At first, Maughmer and his graduate students tried to use computational tools to predict what the winglets would do, but they found the tools inadequate to the task. “This was frustrating,” he recalls. “It didn’t seem like the problems associated with a low-speed glider should be that hard.” In the end, it was several years of flight testing in collaboration with M&H Soaring in Elmira, N.Y., that enabled the design of winglets whose behavior was predictable enough and helpful enough that they could be incorporated into production-model gliders. Data collected in all that testing also enabled development of more accurate computational models.

Meanwhile, a winglet-equipped glider flown by Masak earned the trophy for highest speed at the 1991 World Gliding Championships in Texas – a speed actually faster than the top speed in the unlimited-span Open Class. That got winglets some respect, and they earned still more two years later when Masak won the U.S. 15-Meter Nationals in a prototype Scimitar sailplane also equipped with winglets.

Maughmer’s most recent glider design contributions were directed toward a flapped, 20-meter span two-seater that is currently in development by the German manufacturer, Schempp-Hirth Flugzeugbau. Plans are for the first ones to leave the factory in the fall of 2009. While some academics prefer pure research, Maughmer says he feels an imperative to “produce more than a ream of computer printouts,” and he believes his students benefit from seeing a tangible result to his research as well.

Maughmer joined the Penn State aerospace faculty in 1984, lured to State College not only by the job but by the proximity of the Allegheny Bald Eagle Ridge, one of the world’s premiere places for soaring. He owns a winglet-equipped glider himself and goes soaring a dozen or more times a year. In Maughmer’s years at Penn State he has earned multiple awards for teaching, which he loves. He is also the co-founder and “sheep herder”of Penn State’s four-year, hands-on Aircraft Design and Fabrication course, which includes the AIAA Design-Build-Fly team.

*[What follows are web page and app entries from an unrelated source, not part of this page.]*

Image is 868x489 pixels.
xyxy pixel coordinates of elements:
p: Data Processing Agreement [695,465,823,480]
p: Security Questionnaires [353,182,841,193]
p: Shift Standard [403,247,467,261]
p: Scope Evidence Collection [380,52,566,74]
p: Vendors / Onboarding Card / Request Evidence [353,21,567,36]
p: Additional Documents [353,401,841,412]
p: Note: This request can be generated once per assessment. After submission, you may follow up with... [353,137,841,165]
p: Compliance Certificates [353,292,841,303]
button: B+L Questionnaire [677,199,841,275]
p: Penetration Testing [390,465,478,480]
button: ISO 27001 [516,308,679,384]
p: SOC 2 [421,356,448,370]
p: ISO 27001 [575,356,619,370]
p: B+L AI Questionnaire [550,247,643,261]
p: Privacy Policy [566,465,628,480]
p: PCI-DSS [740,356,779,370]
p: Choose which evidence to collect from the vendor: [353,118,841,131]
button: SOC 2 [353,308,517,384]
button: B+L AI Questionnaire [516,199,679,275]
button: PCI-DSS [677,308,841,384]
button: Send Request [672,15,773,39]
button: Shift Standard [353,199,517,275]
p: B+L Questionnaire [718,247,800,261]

According to Peter Selinger’s 2002 history of the sailplane manufacturer, Schleicher, Rhön-Alder, 75 Jahre Alexander Schleicher Segelflugzeugbau, all the significant figures in the history of glider design for that company have been German except for two – one of them Dutch and the other an American, Mark Maughmer. The Penn State professor is only half kidding when he pulls the book from a pile on his desk, displays his photograph in its pages, and declares his inclusion as the lone American among all those Germans to be “the crowning career achievement of my life.”